The UN Mission in Liberia (UNMIL) said Wednesday that a volunteer who worked in UNMIL Medical passed away in hospital after testing positive for Ebola Oct 6.
This is the second death in the mission due to Ebola, according to a statement reaching Xinhua from UN Secretary-General’s Special Representative Karin Landgren.
The statement did not disclose the name of the volunteer who passed away.
The statement said an earlier probable case resulted in the death of a national staff member Sep 25.
The statement said UNMIL colleagues were saddened by the tragic news as they continued to serve at this very difficult time.
It said UNMIL has taken all necessary measures to prevent any possible further transmission within or outside the mission.
The UNMIL Medical team conducted immediate and robust contact tracing to ensure all people who came into contact with both staff members while they were symptomatic were assessed and quarantined.
The statement said all UNMIL staff considered at risk have been isolated, and ambulances and other locations decontaminated.
The mission is extending the review of its actions initiated in the wake of the first probable case of Ebola.
With Liberia facing its gravest threat since the civil war ended in 2003, UNMIL’s commitment to the country was steadfast, the statement added.
Liberia’s Minister of Transport, Angela Cassell-Bush, has voluntarily submitted herself for quarantine after her driver, Nimene Sumo, died of the Ebola virus.
Deputy Information Minister for Public Affairs, Isaac Jackson, disclosed this to reporters in Monrovia, the nation’s capital city during a regular press conference Tuesday.
Jackson described the report that Minister Cassell-Bush has been infected with the Ebola virus as “false and misleading”, Xinhua reported.
A transport ministry press statement issued Tuesday also clarified that the late Sumo, a driver directly assigned to the minister, made no contact with her since his last day at work Oct 3.
Jackson said Cassell-Bush decided to voluntarily isolate herself for a period of 21 days as a matter of precaution.

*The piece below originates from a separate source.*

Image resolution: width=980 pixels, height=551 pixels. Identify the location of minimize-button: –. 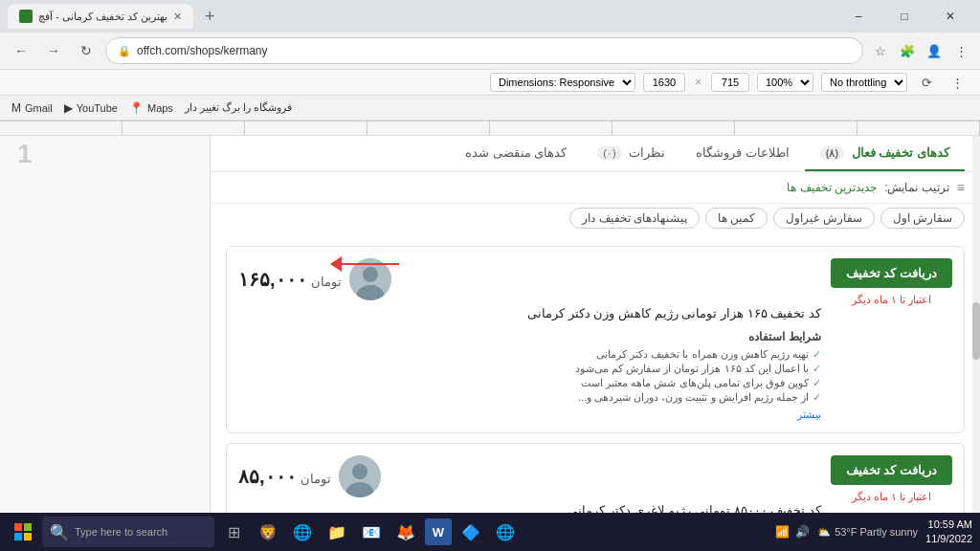
(858, 16).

Similarly, the ministry of transport has requested the ministry of health to decontaminate the entire building of the ministry of transport with immediate effect.
The ministry has also called on officials and employees who may have interacted with the late Sumo to remain home for 21 days to observe their health condition.
Meanwhile, Information Minister Lewis G. Brown told reporters that the Chief Medical Officer, Bernice Dahn, who was quarantined for 21 days following the death of her administrative assistant from the Ebola virus, has been released.